Before the RNC, there was no interface for all the agencies' cameras to be seen in one place. Local officials could continue to use the system after the RNC.” (Emphasis mine)

So now we have state and local traffic cameras, transit cameras and various police cameras all interconnected and viewable from a central place. This alone is inconsequential. When however, a minor thing like this is repeated many times across a broad range of places and technologies and over a long period of time, the sum of the actions are significant. In this case, what’s needed to turn this into something significant is a database to store the surveillance images and a way of connecting the security and traffic surveillance camera images to cell phone roaming data, WIFI roaming data, social network traffic data, Bluetooth scans and RFID data from automobile tires. Hmm…that actually doesn’t sound too difficult, or at least it doesn’t sound too much more difficult than security event correlation in a large open network. Is there any reason to think that something like that will not happen in the future?
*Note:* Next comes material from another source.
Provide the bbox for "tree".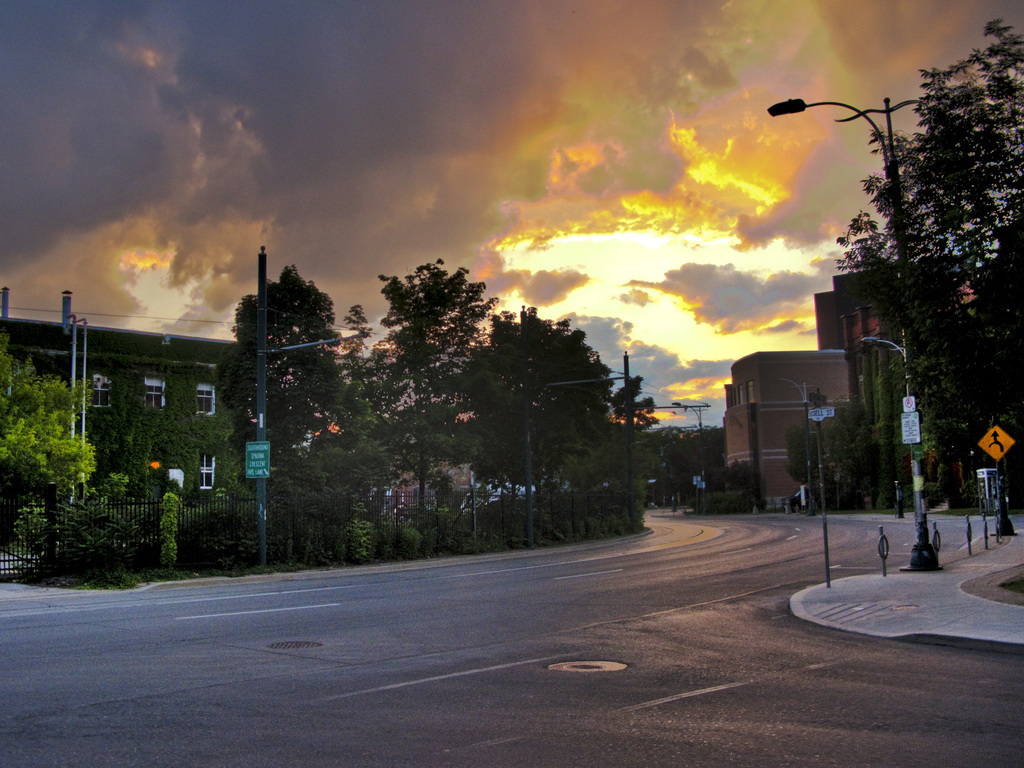
bbox(805, 28, 1016, 537).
If it did, J Edgar Hoover would be proud. The little bits and pieces that we are building to solve daily security and efficiency ‘problems’ are building the foundation of a system that will permit our government to efficiently track anyone, anywhere, anytime. Hoover tried, but his index card system wasn’t quite up to the task. He didn’t have Moore’s Law on his side.

As one of my colleagues indicates, hyper-efficient government is not necessarily a good thing. Institutional inefficiency has some positive properties. In the particular case of the USA there are many small overlapping and uncoordinated units of local, state and federal government and law enforcement. In many cases, these units don’t cooperate with each other and don’t even particularly like each other. There is an obvious inefficiency to this arrangement. But is that a bad thing?

Do we really want our government and police to function as a coordinated, efficient, centralized organization? Or is governmental inefficiency essential to the maintenance of a free society? Would we rather have a society where the efficiency and intrusiveness of the government is such that it is not possible to freely associate or freely communicate with the subversive elements of society? A society where all movements of all people are tracked all the time? Is it possible to have an efficient, centralized government and still have adequate safeguards against the use of centralized information by future governments that are hostile to the citizens?

As I wrote in Privacy, Centralization and Databases last April:

What's even more chilling is that the use of organized, automated data indexing and storage for nefarious purposes has an extraordinary precedent. Edwin Black has concluded that the efficiency of Hollerith punch cards and tabulating machines made possible the extremely "...efficient asset confiscation, ghettoization, deportation, enslaved labor, and, ultimately, annihilation..." of a large group of people that a particular political party found to be undesirable.

History repeats itself. We need to assume that the events of the first half of the twentieth century will re-occur someday, somewhere, with probably greater efficiency.

What are we doing to protect our future?

We are giving good guys full spectrum surveillance capability so that sometime in the future when they decide to be bad guys, they’ll be efficient bad guys.

There have always been bad governments. There always will be bad governments. We just don’t know when.

09/29-2008 - Updated to correct minor grammatical errors.